Because gamers are a late hold-out in the culture war that is raging. Like it has won almost every major political battle since the Glorious Revolution (if slowly, sometimes) the left is going to win this one because it controls the commanding heights of the media, allowing it to bring the mass public on side, and because its adherents follow their faith with a religious zeal. Consider how marginal an issue gay marriage was in the 90s, even (or perhaps especially) among gay people. In 2008 a liberal Democrat didn't feel comfortable not declaring their opposition to it in their presidential campaign. By 2014 it is effectively impossible to hold a prominent job and be an opponent of gay marriage, even if you invented Javascript! By 2014 film adaptations of your books will be boycotted if you oppose gay marriage.

The point is not necessarily that a particular set of policies is actually a bad thing—I'd bet many gamergate activists are in favour of gay marriage—but the way the victories come about. Gay marriage won not because it convinced the public with arguments and evidence, but because a zealous group of elites shamed, bullied and stigmatised anyone who publicly stated anti-gay marriage views as 'homophobic', particularly people otherwise close to them in political views. Lord Freud's discussion of labour market reforms intended to help disabled people was almost shut down because of an out-of-context sequence of words that sounds bad. Banksy's (inane and boring) satire on UKIP in Clacton was removed for fear of being interpreted as racist. Books mainly about the causes of inequality cause a giant storm if they also mention possible genetic differences between races (even if they are judged by academics in the field to be accurately representing the science). Indeed, it is considered enough to claim that something is dated or racist to dismiss its findings.

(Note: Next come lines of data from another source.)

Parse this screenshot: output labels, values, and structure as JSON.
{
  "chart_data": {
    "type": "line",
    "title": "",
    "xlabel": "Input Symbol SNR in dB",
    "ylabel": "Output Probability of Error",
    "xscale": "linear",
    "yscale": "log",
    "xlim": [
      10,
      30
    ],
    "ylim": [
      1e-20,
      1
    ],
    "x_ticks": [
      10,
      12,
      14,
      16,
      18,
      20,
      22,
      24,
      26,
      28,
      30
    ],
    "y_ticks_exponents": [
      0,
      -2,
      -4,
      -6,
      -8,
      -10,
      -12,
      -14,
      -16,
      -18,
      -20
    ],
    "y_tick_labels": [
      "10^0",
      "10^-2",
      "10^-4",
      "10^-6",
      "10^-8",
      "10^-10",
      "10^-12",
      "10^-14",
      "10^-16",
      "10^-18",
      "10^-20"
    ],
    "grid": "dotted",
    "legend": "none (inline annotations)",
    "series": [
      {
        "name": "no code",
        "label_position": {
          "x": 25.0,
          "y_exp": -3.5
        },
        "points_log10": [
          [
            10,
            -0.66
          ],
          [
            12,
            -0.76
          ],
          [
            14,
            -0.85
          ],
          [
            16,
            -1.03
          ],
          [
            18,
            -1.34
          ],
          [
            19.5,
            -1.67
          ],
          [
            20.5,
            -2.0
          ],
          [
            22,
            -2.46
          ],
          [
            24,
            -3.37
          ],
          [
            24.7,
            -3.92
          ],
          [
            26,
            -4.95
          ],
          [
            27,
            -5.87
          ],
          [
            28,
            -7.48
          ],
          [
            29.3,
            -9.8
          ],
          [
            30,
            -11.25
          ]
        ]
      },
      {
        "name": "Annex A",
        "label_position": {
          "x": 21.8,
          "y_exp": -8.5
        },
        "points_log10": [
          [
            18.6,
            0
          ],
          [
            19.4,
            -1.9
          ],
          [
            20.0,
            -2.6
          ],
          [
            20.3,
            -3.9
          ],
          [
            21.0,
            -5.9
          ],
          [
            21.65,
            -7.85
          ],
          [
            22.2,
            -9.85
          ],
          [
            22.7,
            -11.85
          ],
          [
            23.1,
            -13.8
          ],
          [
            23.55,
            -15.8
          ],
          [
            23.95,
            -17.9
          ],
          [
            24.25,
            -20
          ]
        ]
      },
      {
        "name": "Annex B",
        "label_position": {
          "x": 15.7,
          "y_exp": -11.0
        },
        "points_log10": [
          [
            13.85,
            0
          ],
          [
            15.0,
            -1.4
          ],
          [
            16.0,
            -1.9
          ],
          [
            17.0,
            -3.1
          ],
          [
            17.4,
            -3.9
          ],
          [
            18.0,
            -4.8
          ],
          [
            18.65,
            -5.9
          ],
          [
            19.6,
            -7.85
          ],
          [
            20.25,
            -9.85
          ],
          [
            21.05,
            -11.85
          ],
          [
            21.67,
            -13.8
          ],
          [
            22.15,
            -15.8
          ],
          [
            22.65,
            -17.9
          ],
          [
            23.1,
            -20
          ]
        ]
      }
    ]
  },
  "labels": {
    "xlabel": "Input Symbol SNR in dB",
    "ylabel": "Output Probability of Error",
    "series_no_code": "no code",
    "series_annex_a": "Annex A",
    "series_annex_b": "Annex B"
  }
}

Gamers are too disparate and disorganised to defeat the most powerful memeplex of modern times. 'Gamergate', the term itself, is already acquiring a slightly dirty taste in a lot of people's mouths, as a byword for misogyny, abusing women, or apologising for either. In general, these mental shortcuts (gamergate = misogynist) are typical of the social justice movement, and are an extremely powerful conversation-ending weapon. 'Wait a second, you support gamergate? So you're a misogynist?' Gamergate was interesting, but its advocates' zeal will run out, while the articles in the press aiming for a balance between pro- and anti- perspectives are dwindling (and are subjective themselves to attacks from more virulently anti- media). Gamergate is one of the most interesting things to happen in years, but I don't think it will win.